Francis Kearns and Thomas Risdale were accused of assaulting Henry Osborn. All three were milkmen, the former worked for the Farmers’ Dairy Company (based in Stepney) and while Osborn was employed by an unnamed rival. They clashed in a pub in Cotton Street, Limehouse and Kearns hurled a can containing eight quarts of milk at Osborn. As a fight began to escalate the police were called and the men arrested. Mr Saunders, the magistrate presiding that day, sent both defendants to prison for a month at hard labour.

However it was the other story I found more interesting because it involved arson, a crime historians have , relatively speaking, largely ignored.

At 4 o’clock on Saturday 11 June the gates of Joseph Johnson’s rope and twine factory in Wade’s Place on the Mile End Road were locked. All the hands had gone home at 2 having finished for the day, as was the normal pattern of working in the 1800s.
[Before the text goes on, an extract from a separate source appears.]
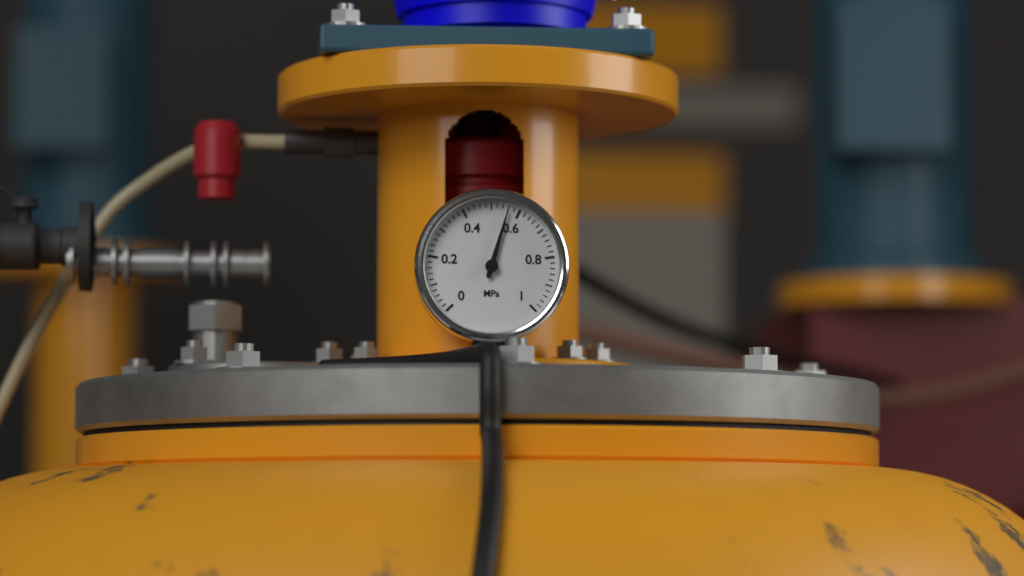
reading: 0.56 MPa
Workers generally worked Monday to Saturday afternoon, having the latter off along with Sunday.  Joseph Johnson ran the factory with his brother William but they didn’t live there. At 11 at night William checked the premises, as he always did, and found everything in order and nothing out of the ordinary. He returned to his home which was close by the business.

However, at one o’clock on Sunday morning a fire was seen burning in the factory and the alarm was raised. William rushed over accompanied by his carman (effectively a nineteenth-century van driver) and they found the whole place on fire. They also discovered a man lying on the ground, ‘face downwards, close to the shed door’. William asked him what he was doing there but his reply was inaudible and Johnson and the carman left him and ran off to try and save the horses that were stabled there.

When they had secured the horses – all safe and well I’m glad to say – they looked for the mysterious man but he had gone. He hadn’t gone far however, and they soon caught up with him near the gates. Johnson and his employee seized the man and handed him over to the police. On the way to East Arbour Square Police station the man, who gave his name as John Redding (a cooper from Stratford), desperately tried to escape his situation.

‘I hope you will not swear against me’ he pleaded with Johnson, ‘I did not intend to do any hard. If £1000 will get me out of it, I can get it’.

£1000 in 1881 was a huge sum of money, the equivalent to nearly £50,000 today so I’ve no idea how a cooper thought he would lay his hands on that amount, and it all adds to the mystery.

At Thames Police Court Mr Saunders was told the police thought Redding had been drinking and was sporting a black eye. Was this an explanation of his behaviour or evidence of him seeking some ‘dutch courage’ to carry out a deliberate act of arson, perhaps one inspired by revenge? When he was searched no ‘lucifers’ (matches) were found on him; in fact nothing (not even a pipe) was found that might have enabled him to start the blaze. It was a curious case and clearly there was more to be discovered. As a result Mr Saunders remanded him in custody for further examination.